Rozner: For Brewers, opener like last season never ended
MILWAUKEE - Welcome to Game 1 of the Championship Season, also known as Overreaction Day.
Nothing brings out the optimists, pessimists and conspiracists quite like the first game of a baseball season, one of but 162, yet assigned superior significance when it matters more to the players only for the joy they share that the day is removed from the calendar, allowing them to settle in for a marathon.
The idea is to not get too emotional. Season is too long. Mood swings will wipe you out. Even keel is the eternal baseball message.
Sure.
There was no attempt to sell that Thursday afternoon in the Land of Cheddar, not by the Brewers themselves or the 45,304 at Miller Park.
They celebrated Day 1 as defending Central Division champs with the same insanity that dominated September 2018, when MVP Christian Yelich drove in 34 runs in 26 starts and the Brewers went 20-7, winning the final eight and Game 163 at Wrigley Field.
"This game today had a little bit of everything," Yelich said. "That was a crazy way to start the season."
Understatement.
It ended with center fielder Lorenzo Cain stealing a home run from Cardinals pinch hitter Jose Martinez in a 5-4 game, reaching his glove over the fence to haul in the baseball.
"Never seen an Opening Day end like that," Yelich said. "I couldn't hear anything. It was so loud. But I know (Cain) was screaming, 'Not today!' That's what he always says."
Josh Hader, pitching in the closer's role with the Brewers missing a couple big arms, took apart the Cardinals in the eighth inning on 11 pitches, striking out 2-3-4 hitters Paul Goldschmidt, Paul DeJong and Marcell Ozuna.
With Hader in the shadows and the batters in the sun, not one of them got bat on ball.
It's actually worse than it sounds.
But with two outs in the ninth, it looked like Martinez got the best of Hader, until Cain made yet another extraordinary play.
"I've seen it so many times before," said longtime Kansas City and now Milwaukee teammate Mike Moustakas. "He was tracking it the entire time.
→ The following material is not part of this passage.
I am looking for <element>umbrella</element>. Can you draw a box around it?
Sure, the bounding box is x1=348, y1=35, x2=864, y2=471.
You can't be surprised."
Somehow, Cain has never won a Gold Glove, but his 2019 awards campaign began with the final play of Opening Day.
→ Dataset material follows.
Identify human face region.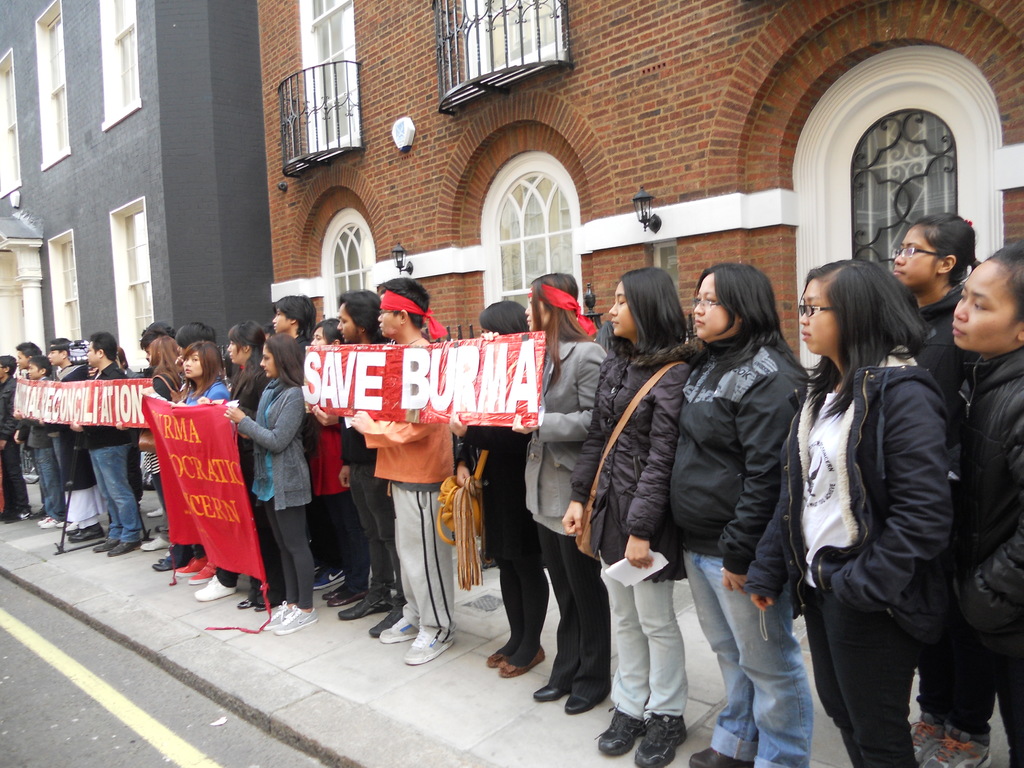
Region: Rect(378, 314, 406, 331).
"I was tracking it, talking to the baseball, telling it to come down," Cain said with a smile. "It feels good, robbing a home run to end the game.
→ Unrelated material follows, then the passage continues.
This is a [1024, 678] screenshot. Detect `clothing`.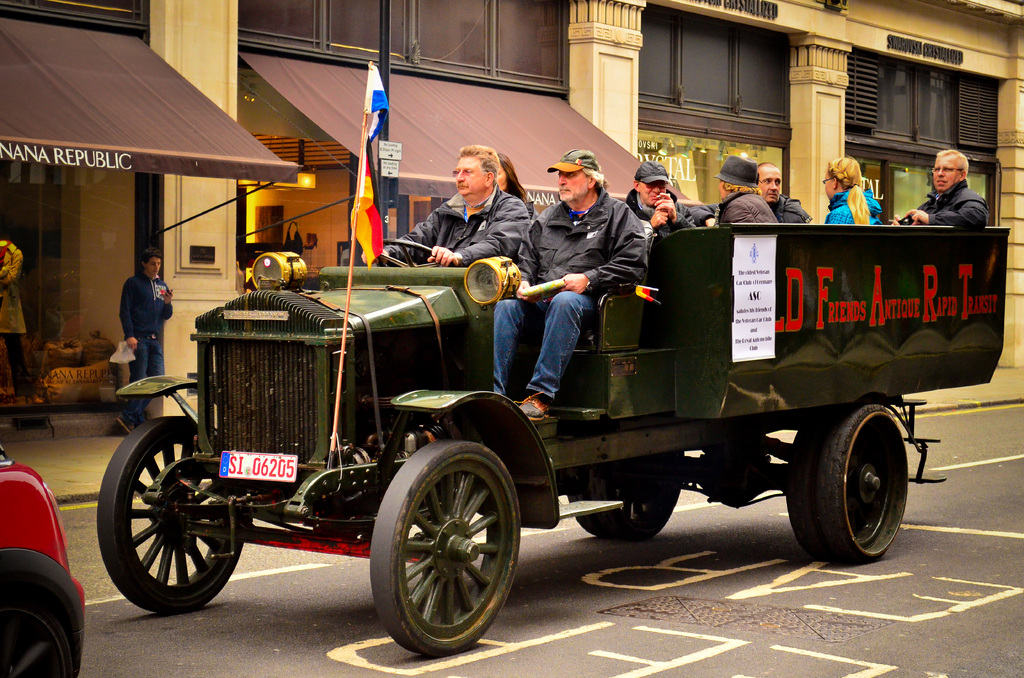
detection(766, 190, 808, 227).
"It stings a little bit that I don't have one Gold Glove, but it's all about winning. I'll take that."
Brewers starter Jhoulys Chacin retired the first five Cardinals with ease, striking out the side in the first, but with two outs in the second, Dexter Fowler went from 0-2 to a free base.
The next 2 pitches left the park as Kolten Wong and Harrison Bader gave St. Louis a 3-0 lead.
Moustakas made it 3-1 in the bottom of the second and Chacin started a Brewers rally with a one-out single in the third. Two batters later, Yelich blasted a 3-run shot and Milwaukee had the lead for good.
Chacin extended it with a homer off St. Louis starter Miles Mikolas in the fifth, and it was still 5-3 in the seventh when the left-handed hitting Wong went deep again, this time off righty Junior Guerra, pitching when Hader normally would if not for Corey Knebel's elbow injury.
Knebel will decide Friday on whether to undergo Tommy John surgery.
That news notwithstanding, the vibe up here on Thursday was one of carnival, as if 2018 hadn't ended at all.
The day began with former Brewers MVPs Rollie Fingers and Robin Yount throwing ceremonial first pitches to current Brewers MVPs Yelich and Ryan Braun.
The MVP chants for Yelich continued throughout the game, as did the boos for Yadi Molina, and the roar was deafening when Yelich crushed his first homer of the year, the decibel level higher only when Cain stole the game and the show.
From there it was a slow dance, the crowd waiting for the frenetic Hader to rise and warm in the bullpen. With hair flying and body parts moving every direction, Hader got the job done Thursday, but not without his center field Superman saving the day.
"What a great way to start the season," Chacin said. "This game was good for us to prove that we still have the magic from last year."
It's only one game, but it sure did have a 2018 feel to it.